Zscaler: The Cautionary Tale
Against this backdrop, Zscaler's 30% stock collapse is instructive. The cybersecurity company reported fiscal Q3 revenue of $850.5 million, up 25% year-over-year - a solid result by any conventional measure. EPS of $1.08 beat estimates. But the company cut its free cash flow guidance and provided mixed forward revenue guidance that fell short of the elevated expectations the market had built in. The stock fell from $184.60 to approximately $140 in a single session.

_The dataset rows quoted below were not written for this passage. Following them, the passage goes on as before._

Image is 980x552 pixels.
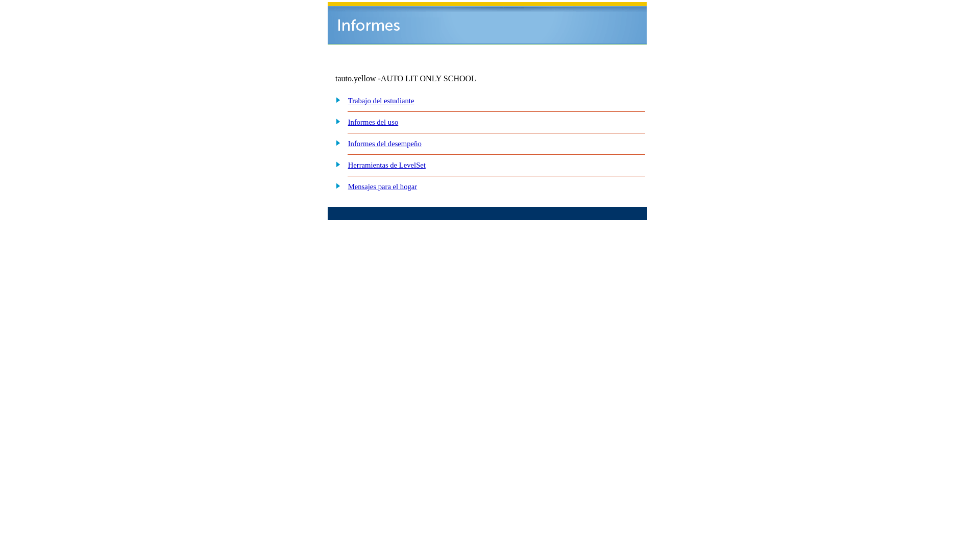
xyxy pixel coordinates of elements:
[348,139,421,148] a: Informes del desempeño
[330,138,341,147] img: plus.gif
[348,97,414,105] a: Trabajo del estudiante
[348,161,426,169] a: Herramientas de LevelSet
[330,95,341,105] img: plus.gif
[348,118,398,126] a: Informes del uso
[381,74,476,83] nobr: AUTO LIT ONLY SCHOOL
[328,2,647,45] img: header
[330,181,341,190] img: plus.gif
[330,116,341,125] img: plus.gif
[348,183,418,190] a: Mensajes para el hogar
[330,160,341,169] img: plus.gif
[336,74,523,83] td: tauto.yellow -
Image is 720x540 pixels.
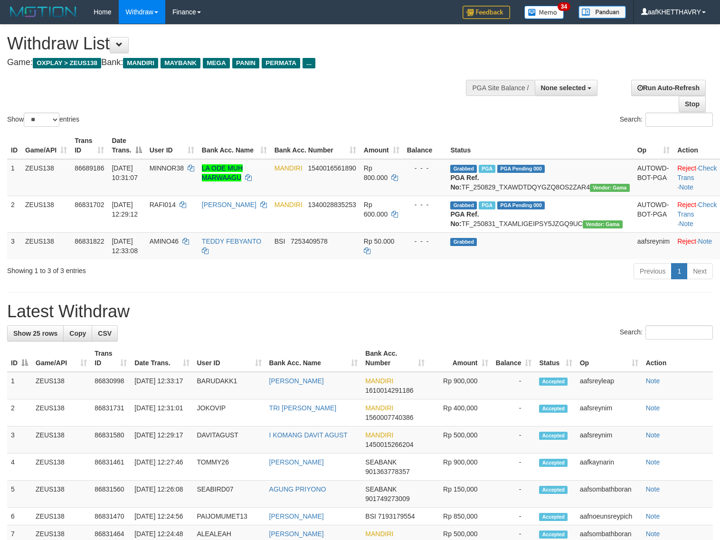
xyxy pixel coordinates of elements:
[69,330,86,337] span: Copy
[7,132,21,159] th: ID
[32,400,91,427] td: ZEUS138
[680,220,694,228] a: Note
[193,400,266,427] td: JOKOVIP
[403,132,447,159] th: Balance
[678,238,697,245] a: Reject
[7,427,32,454] td: 3
[91,481,131,508] td: 86831560
[32,372,91,400] td: ZEUS138
[678,164,717,182] a: Check Trans
[365,486,397,493] span: SEABANK
[583,221,623,229] span: Vendor URL: https://trx31.1velocity.biz
[21,159,71,196] td: ZEUS138
[24,113,59,127] select: Showentries
[7,302,713,321] h1: Latest Withdraw
[447,159,633,196] td: TF_250829_TXAWDTDQYGZQ8OS2ZAR4
[576,400,643,427] td: aafsreynim
[91,345,131,372] th: Trans ID: activate to sort column ascending
[646,326,713,340] input: Search:
[7,481,32,508] td: 5
[429,372,492,400] td: Rp 900,000
[308,201,356,209] span: Copy 1340028835253 to clipboard
[7,5,79,19] img: MOTION_logo.png
[680,183,694,191] a: Note
[678,164,697,172] a: Reject
[7,345,32,372] th: ID: activate to sort column descending
[365,468,410,476] span: Copy 901363778357 to clipboard
[479,165,496,173] span: Marked by aafkaynarin
[646,404,661,412] a: Note
[13,330,58,337] span: Show 25 rows
[576,481,643,508] td: aafsombathboran
[203,58,230,68] span: MEGA
[193,508,266,526] td: PAIJOMUMET13
[91,454,131,481] td: 86831461
[63,326,92,342] a: Copy
[7,58,471,67] h4: Game: Bank:
[123,58,158,68] span: MANDIRI
[378,513,415,520] span: Copy 7193179554 to clipboard
[646,377,661,385] a: Note
[429,427,492,454] td: Rp 500,000
[98,330,112,337] span: CSV
[429,400,492,427] td: Rp 400,000
[198,132,271,159] th: Bank Acc. Name: activate to sort column ascending
[193,345,266,372] th: User ID: activate to sort column ascending
[150,201,176,209] span: RAFI014
[7,113,79,127] label: Show entries
[687,263,713,279] a: Next
[269,377,324,385] a: [PERSON_NAME]
[365,459,397,466] span: SEABANK
[620,326,713,340] label: Search:
[632,80,706,96] a: Run Auto-Refresh
[576,345,643,372] th: Op: activate to sort column ascending
[634,159,674,196] td: AUTOWD-BOT-PGA
[429,345,492,372] th: Amount: activate to sort column ascending
[535,80,598,96] button: None selected
[451,238,477,246] span: Grabbed
[91,427,131,454] td: 86831580
[275,201,303,209] span: MANDIRI
[7,508,32,526] td: 6
[33,58,101,68] span: OXPLAY > ZEUS138
[21,196,71,232] td: ZEUS138
[365,404,393,412] span: MANDIRI
[291,238,328,245] span: Copy 7253409578 to clipboard
[7,454,32,481] td: 4
[131,400,193,427] td: [DATE] 12:31:01
[7,34,471,53] h1: Withdraw List
[32,454,91,481] td: ZEUS138
[21,132,71,159] th: Game/API: activate to sort column ascending
[539,378,568,386] span: Accepted
[193,454,266,481] td: TOMMY26
[262,58,300,68] span: PERMATA
[634,196,674,232] td: AUTOWD-BOT-PGA
[275,238,286,245] span: BSI
[150,238,179,245] span: AMINO46
[407,200,443,210] div: - - -
[269,404,337,412] a: TRI [PERSON_NAME]
[576,427,643,454] td: aafsreynim
[365,513,376,520] span: BSI
[91,400,131,427] td: 86831731
[646,432,661,439] a: Note
[678,201,697,209] a: Reject
[202,164,243,182] a: LA ODE MUH MARWAAGU
[269,486,326,493] a: AGUNG PRIYONO
[32,345,91,372] th: Game/API: activate to sort column ascending
[539,531,568,539] span: Accepted
[202,238,261,245] a: TEDDY FEBYANTO
[492,481,536,508] td: -
[269,432,348,439] a: I KOMANG DAVIT AGUST
[269,530,324,538] a: [PERSON_NAME]
[150,164,184,172] span: MINNOR38
[678,201,717,218] a: Check Trans
[451,174,479,191] b: PGA Ref. No:
[275,164,303,172] span: MANDIRI
[131,427,193,454] td: [DATE] 12:29:17
[365,387,413,394] span: Copy 1610014291186 to clipboard
[365,432,393,439] span: MANDIRI
[492,345,536,372] th: Balance: activate to sort column ascending
[492,454,536,481] td: -
[75,238,104,245] span: 86831822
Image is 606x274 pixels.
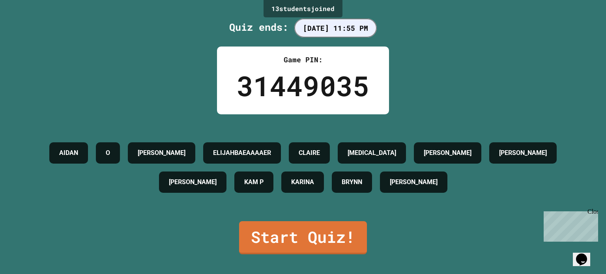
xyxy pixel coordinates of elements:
a: Start Quiz! [239,221,367,255]
h4: [PERSON_NAME] [424,148,472,158]
h4: O [106,148,110,158]
div: Quiz ends: [229,20,377,35]
h4: [PERSON_NAME] [390,178,438,187]
h4: [PERSON_NAME] [138,148,186,158]
h4: ELIJAHBAEAAAAER [213,148,271,158]
iframe: chat widget [541,208,598,242]
h4: [PERSON_NAME] [169,178,217,187]
h4: AIDAN [59,148,78,158]
iframe: chat widget [573,243,598,266]
div: Game PIN: [237,54,369,65]
h4: KAM P [244,178,264,187]
h4: CLAIRE [299,148,320,158]
h4: [MEDICAL_DATA] [348,148,396,158]
div: 31449035 [237,65,369,107]
h4: KARINA [291,178,314,187]
h4: BRYNN [342,178,362,187]
div: Chat with us now!Close [3,3,54,50]
span: [DATE] 11:55 PM [294,19,377,37]
h4: [PERSON_NAME] [499,148,547,158]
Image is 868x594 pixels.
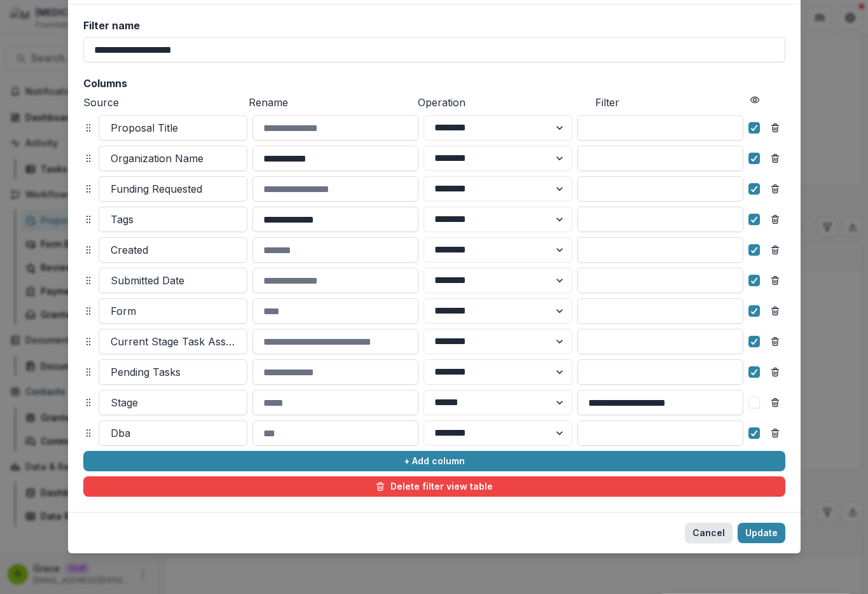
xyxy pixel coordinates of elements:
h2: Columns [83,78,785,90]
p: Filter [595,95,744,110]
p: Rename [249,95,413,110]
button: Remove column [765,331,785,352]
p: Operation [418,95,590,110]
button: Remove column [765,423,785,444]
button: Update [738,523,785,544]
button: Remove column [765,148,785,168]
button: Remove column [765,301,785,321]
button: Remove column [765,240,785,260]
button: Cancel [685,523,733,544]
button: Remove column [765,117,785,138]
button: Remove column [765,210,785,230]
button: Remove column [765,271,785,291]
button: Remove column [765,179,785,199]
button: Remove column [765,392,785,413]
button: Remove column [765,362,785,382]
p: Source [83,95,243,110]
button: Delete filter view table [83,477,785,497]
label: Filter name [83,19,778,32]
button: + Add column [83,451,785,472]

The Zscaler result illustrates the other side of the AI monetization trade. In a market where Snowflake can surge 38% on an earnings beat, the bar for companies that are not demonstrating clear AI-driven acceleration has risen sharply. Zscaler's core business is growing, but it is not growing in a way that tells investors the AI wave is creating a new revenue engine. That distinction - between companies where AI is compounding existing strengths and companies where AI is still a cost or a narrative - is the fault line that is now dividing enterprise software valuations.
What the Verdict Means for Investors
The combined results from Wednesday night represent the most concentrated evidence yet that the AI monetization debate in enterprise software has moved from theory to data. Snowflake's acceleration from 26% to 34% product revenue growth in four quarters, driven by a product that barely existed 18 months ago, is the kind of inflection that changes how investors think about the entire sector. Salesforce's Agentforce crossing $1 billion in ARR in its first full year of commercial availability is a comparable milestone. Marvell's sequential guidance raises - now four consecutive quarters - confirm that the infrastructure layer underneath all of this software is not slowing down.
The Zscaler contrast is equally important. It is a reminder that AI tailwinds are not uniformly distributed. Companies that have built their AI products directly into the consumption model of their core platform - where using AI automatically drives more platform usage - are compounding. Companies that are still figuring out how to monetize AI as a separate product layer are not. That distinction will define enterprise software returns for the next several years. Wednesday's earnings gave investors the clearest map yet of which side of that divide each company sits on.